Tuesday, March 22, 2005

The new Shakers?

Mark Steyn has a piece this morning on the fact and consequences of Europe's rapidly declining birthrate. As usual it is hilarious — and it makes some very good points. An excerpt:

Shortly after 9/11, I wrote in these pages about one of the most curious aspects of the new war - the assurance given to Islamist "martyrs" that 72 virgins were standing by to pleasure them for eternity. The notion that the after-life is a well-appointed brothel is a perplexing one to the Judaeo-Christian world, and I suggested that Americans would be sceptical if heaven were framed purely in terms of boundless earthly pleasures.

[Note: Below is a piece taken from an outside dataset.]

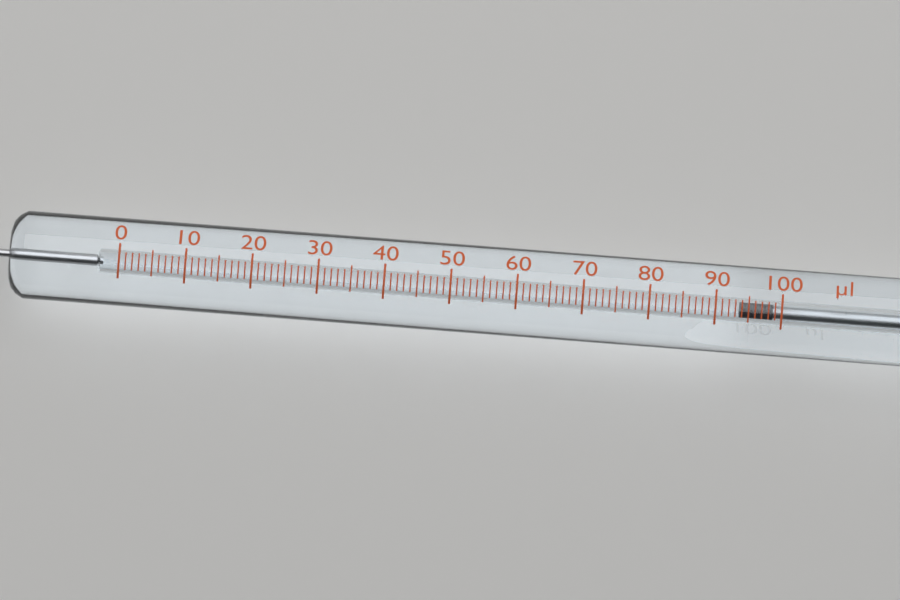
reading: 94 µl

But, on reflection, if the Islamists are banal in portraying the next world purely in terms of sensual self-gratification, we're just as reductive in measuring this one the same way. America this Holy Week is following the frenzied efforts to halt the court-enforced starvation of a brain-damaged woman for no reason other than that her continued existence is an inconvenience to her husband. In Britain, two doctors escape prosecution for aborting an otherwise healthy baby with a treatable cleft palate because the authorities are satisfied they acted "in good faith". You can read similar stories in almost any corner of the developed world, except perhaps the Netherlands, where discretionary euthanasia is so advanced it's news if the kid makes it out of the maternity ward. As the New York Times reported the other day: "Babies born into what is certain to be a brief life of grievous suffering should have their lives ended by physicians under strict guidelines, according to two doctors in the Netherlands.

Cruelty

Michelle Malkin has her usual swift roundup.

This is such a sad affair, on so many levels. Much of the focus recently, and very naturally, has been on the immediate issue of whether Terri should be kept alive or should be "allowed" to starve and dehydrate until she dies. There are legitimate issues and questions on both sides, and emotions are running very high amongst people who are thinking about Terri's situation. I am myself amongst those who believe there are enough questions about the circumstances surrounding the decision to remove her feeding tube to justify reinserting it while those issues are examined. As President Bush so eloquently put it: in a situation as grey and blurry as this one, there should be a presumption of life. Terri should be kept alive while we figure this out.

But there's another issue at play in Terri's case that I haven't seen much discussed, and I think it deserves to be. To wit: if, as a society, we decide that there are circumstances in which people like Terri should be "allowed to die," why would we do so in such a cruel manner?

Can you imagine the howls (from every political direction) if we condemned a murderer to die by withholding food and water? Certainly such a sentence would never stand in the United States. Why, then, would we even consider doing such a thing to an innocent? I cannot fathom the logic here at all. To me, the solution seems incredibly simple: in such a circumstance, the patient should be killed (euthanized, if you prefer the antiseptic term) in a manner that is truly as painless as possible, with an absolute minimum of suffering. Such a death is easily within our means...we have the technology to do so.

Certainly I would hope that if I ever found myself in a situation where my fellow citizens said that I must die, that is the kind of death I would want — whether the reason for that decision was my crime or my health.

Shake 'em up

Fred Barnes is always an intersting commentator, whether on TV or in his writing. Today he has a short column in the Wall Street Journal (paid subscription) talking about President Bush's recent spate of controversial appointments. Mr. Barnes believes that anyone who is surprised by these appointments simply has a basic lack of comprehension of what President Bush is all about — he sees these appointments as totally in characters...and as predictable. Some of his key points:

Anyone shocked by the nominations of Messrs. Wolfowitz and Bolton doesn't understand the president's approach to multilateral organizations. The conventional idea is that these organizations are wonderful, though perhaps flawed and infused with too much anti-American sentiment. And the chief task of U.S. representatives is to get along amicably, not buck the system and cause problems. This idea is popular in the press, the State Department bureaucracy and diplomatic circles, and with foreign-policy "experts." But not with Mr. Bush.

The president's idea is simple: No more Mr. Nice Guy. He believes international organizations have failed largely and must be challenged and reformed. He was miffed when outgoing U.N. Ambassador John Danforth rushed to the defense of Kofi Annan in the midst of the Oil for Food scandal. Mr. Annan opposed the war in Iraq and even declared it illegal. More important, he's viewed by Mr. Bush as part of the problem at the U.N.
...
The nominations of Messrs. Bolton and Wolfowitz produced shock and awe around the world. Ms. Hughes's didn't. But what's significant is that all three have agendas that reflect the president's own world view. Or, put more precisely, their agendas stem from Mr. Bush's shake-up-the-world view.

Quote for the day

The grand aim of all science is to cover the greatest number of empirical facts by logical deduction from the smallest number of hypotheses or axioms.